The girl talking to me was cute. She looked a lot like the first girl but with darker hair and much wider eyes.
"We're from Snake's, er Carl's hometown. We all went to high school together."
It wasn't more than fifteen or twenty minutes into our reunion when a camper pulled up and unloaded two guys and three girls. The first guy through the door was a short almost pudgy fellow. He appeared to be about 5'4" but he had a mass of hair piled on his head that brought him to about 6'6". The next guy was tall and thin. Where the first guy had energy bundled up inside him, this guy was cool. He was so cool he seldom emitted words. He just nodded - at everything. The girls came next. The first wore black glasses and had a severe case of acne and whether it was because of a world that thought the wrapping paper reflected the present or because of her natural disposition, there seemed to be a streak of meanness that ran through her and kept everyone at bay.
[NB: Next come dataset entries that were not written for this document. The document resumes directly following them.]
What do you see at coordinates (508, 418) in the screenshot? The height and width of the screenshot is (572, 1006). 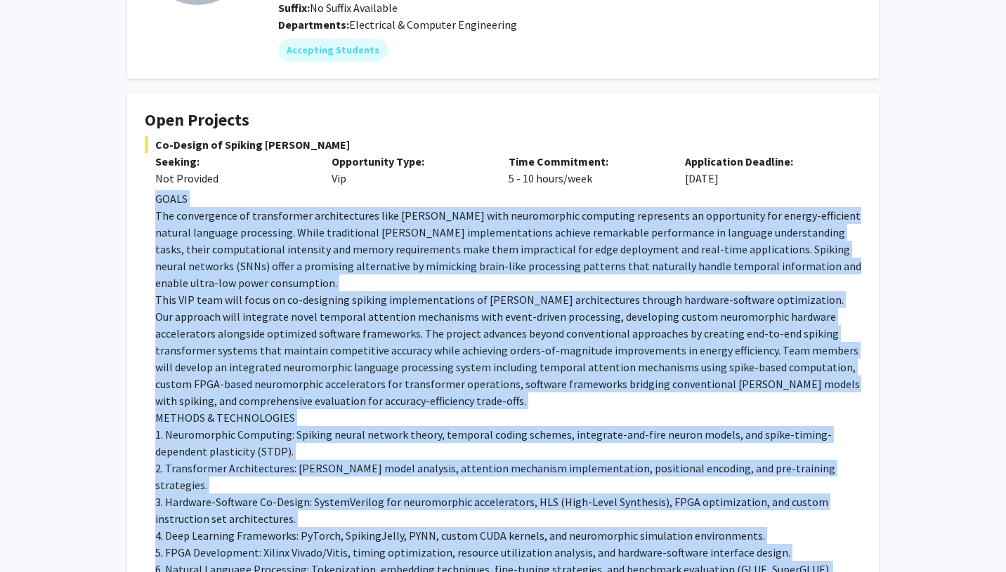 I see `p: METHODS & TECHNOLOGIES` at bounding box center [508, 418].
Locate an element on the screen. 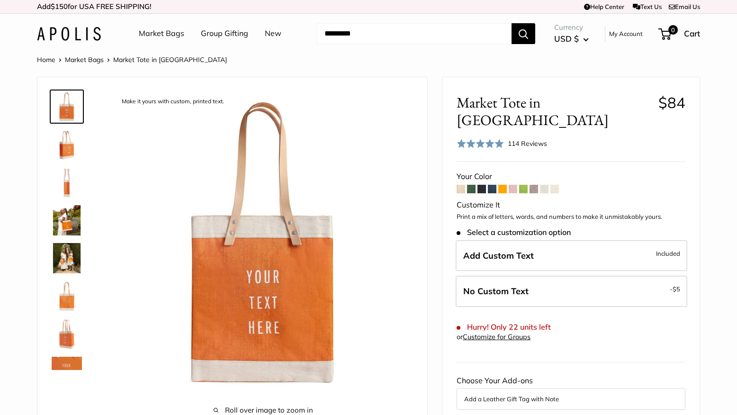  a: Text Us is located at coordinates (647, 7).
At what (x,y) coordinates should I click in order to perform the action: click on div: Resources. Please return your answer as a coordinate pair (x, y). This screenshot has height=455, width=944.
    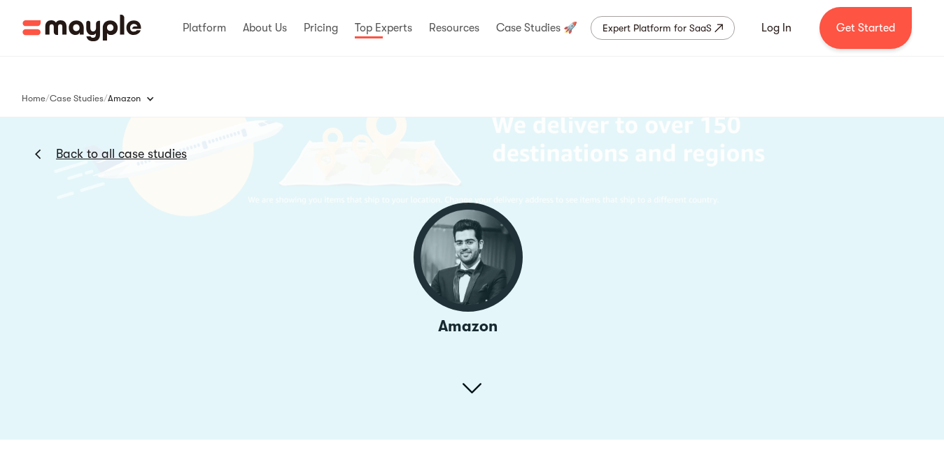
    Looking at the image, I should click on (454, 28).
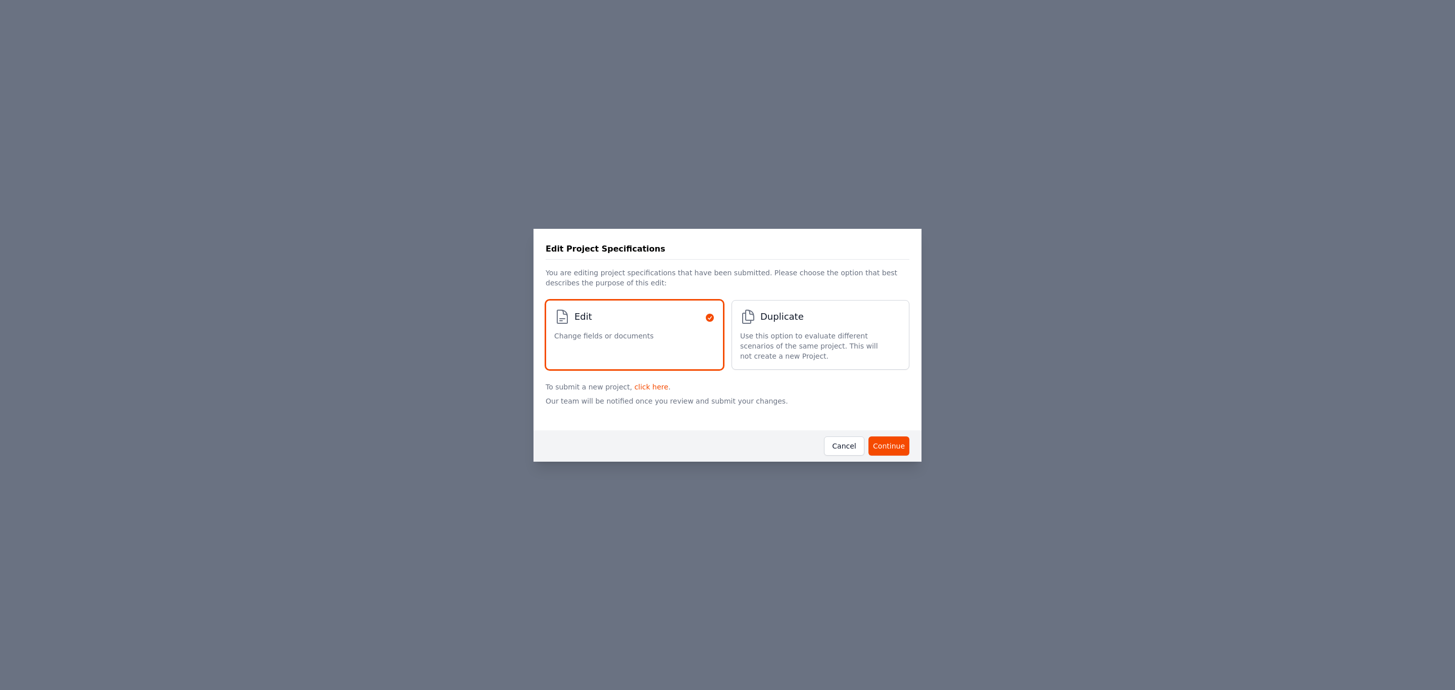  Describe the element at coordinates (651, 387) in the screenshot. I see `a: click here` at that location.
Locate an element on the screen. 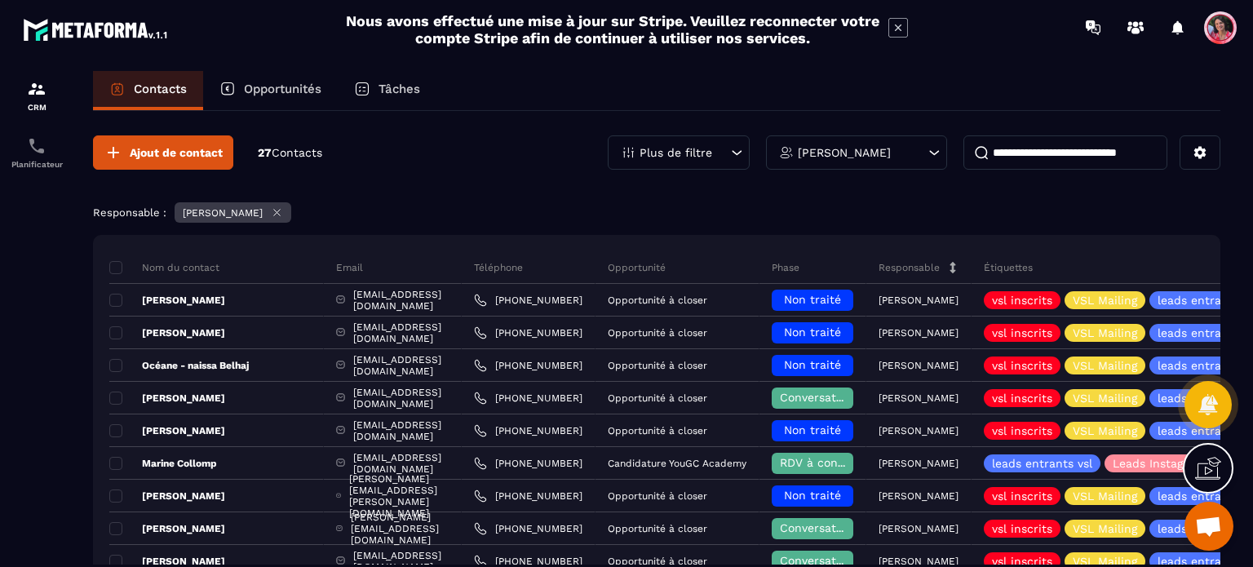  a: Opportunités is located at coordinates (270, 91).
The next girl was a hamster. Not a rat or a little mouse but a hamster, the in-between rodent that is so nondescript it can be a pet. The last girl was willowy and not unattractive. Unfortunately, after plowing through her four companions, no energy was left to appreciate her.
It soon became apparent the nature of their visit.
Snake wasn't surfing. He was dealing.
He had hooked up with a chemist, a doctor of psychoeuphoria and apparently had opened shop. Reefer was liberally passed around like guests being offered soda. The two guys and one of the girls followed Snake into a back bedroom. Records spun on the stereo and bodies sprawled on the furniture and floor. We settled in for the night.
"He's kind of creepy." I had gone to use the toilet and overheard two of the girls talking. "It's his hair."
"Yeh, if he had long hair, he could be a cool guy."
I knew who they were referring to and I took offense. He was my friend and they didn't even know him. I sat down across from Rallio and stared at him. Were my perceptions failing me? I caught the tail end of a conversation between one of the guys and a couple of the girls.
"Let's face it. The Haight is filled with pseudo freaks."
Rallio asked in all seriousness, "How can you tell a pseudo freak from a real freak?"
They obviously had never contemplated the line of reasoning. So, they ignored the question and the questioner.
We had been at Snake's house several hours. Sleep was beginning to weight my senses. I hadn't noticed Snake being pulled aside and spoken to by one of his customers but I felt the kick on the sole of my shoe. "C'mon, we're leaving." Rallio was hovering over me. I staggered towards the door.
"I'm tired. I don't feel much like driving. Besides, where we goin'?"
We were outside before Rallio told me, "The fuckhead threw us out. Jesus Christ, what a dick." He turned towards me and I could tell that he was hurt. "We were bad for business and the girls were getting jittery with us around," he modulated his voice to show contempt for the original speaker of the words, "the girls are getting jittery."
Rallio took the keys and pulled out of the drive. It was close to 11:00 at night.